All technical people should be ready to participate fully in requirements definition. When no technical people are consulted you get requirements that are too vague to be useful in developing code or requirements to do something specific when it won't solve the actual problem they have or all sorts of other things.
What you bring to the table is twofold, your knowledge of how programming in general works, what is and isn't feasible from a purely technical standpoint and your knowledge of how the current system the project is being integrated into works or your knowledge of the system that is being replaced. Both are invaluable in determining requirements. You can keep them from going down a wrong path.
But there are other reasons to be there and to participate as well. IF you have ever played the childhood game of telephone, you know that the message deteriorates the more people it passes through. By being in on the meeting, you know what was actually said and how others in the room interpreted it. This keeps you from getting a poorly passed on message. You also start to see the business reasons why things are being asked for and start to develop an understanding of the business domain and can start to think of how you can solve the actual problems they have rather than what they said in the formal requirement.
If things are unclear to you, then you can get the information from the source not passed through 12 people when you ask a question later while you try to implement. This helps prevent deterioration of the information so that Client A wants problem B solved but by the time the message gets to you it has morphed into problem ZQ. This greatly increases your chances of building what they need instead of what was told to you after passing through many people. If you are developer, you should be fighting to be included in these meetings. Any place where devs are excluded is doing it wrong and will have many more bugs than they need to have You don't want to waste time solving the wrong problem.
Next you have a chance at this stage to influence the direction of the project which is also invaluable. Ask any very experienced dev how often they have been forced to build something stupid because no one could clearly communicate with the ultimate users.
You can stop account managers and BAs and other people from promising what can't be delivered in the timeframe. It is often too late to protest the schedule after it has been agreed on in a meeting like this. You can point out all the things they haven't thought of that this will involve so they understand why the timeline doesn't work.
I have seen a group of people think that a change must be simple because how hard can it be to add a button to a form. It never occurs to these people that the button won't do anything unless someone defines what it will do and then builds the underlying structure and code to make that thing happen.
Having devs in a requirements meeting to explain how difficult some task might be can often prevent you having to work the next 12 weekends in row and 14 hours days for weeks on end to meet a deadline designed around the idea that this was something easy to do.
You also get to ask questions abut the less common paths through the software. For instance, they say they want to institute an approval process and then define how that works. I have never seen a group of non-programmers define what to do in that process if the approval is turned down, yet most competent devs will need to know that has to be defined because every dev knows that when you have an IF branch, you should be handling more than one case.
From a career perspective it is important for you to actively particulate as well. The people in these meetings are often the people who have input into raises and promotions and bonuses. You want them to have a good impression of your professionalism and your technical ability based on the things you bring up. Remember most of these people will never see a line of code and they are part of the process that allocated limited budgets for pay and bonuses.
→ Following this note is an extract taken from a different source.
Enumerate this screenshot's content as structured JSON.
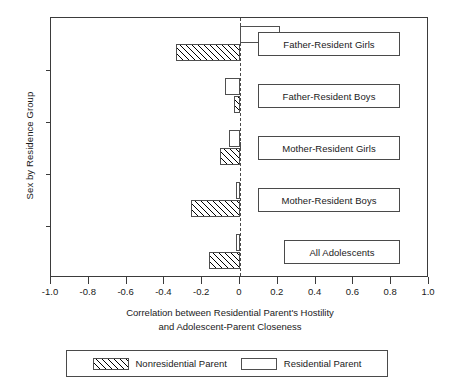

The only thing they will know about you is what they learned in these meetings and any emails you send and anything they hear about you.
If they only thing they heard was you built the part of the project where there was a bug they found painful (but you saw as minor because it took minutes to fix) then they will think you are incompetent if they have no other way to judge. They have no basis for determining how good a dev you are except these meetings and any issue that gets escalated. Don't make the escalations be the only thing they know about you.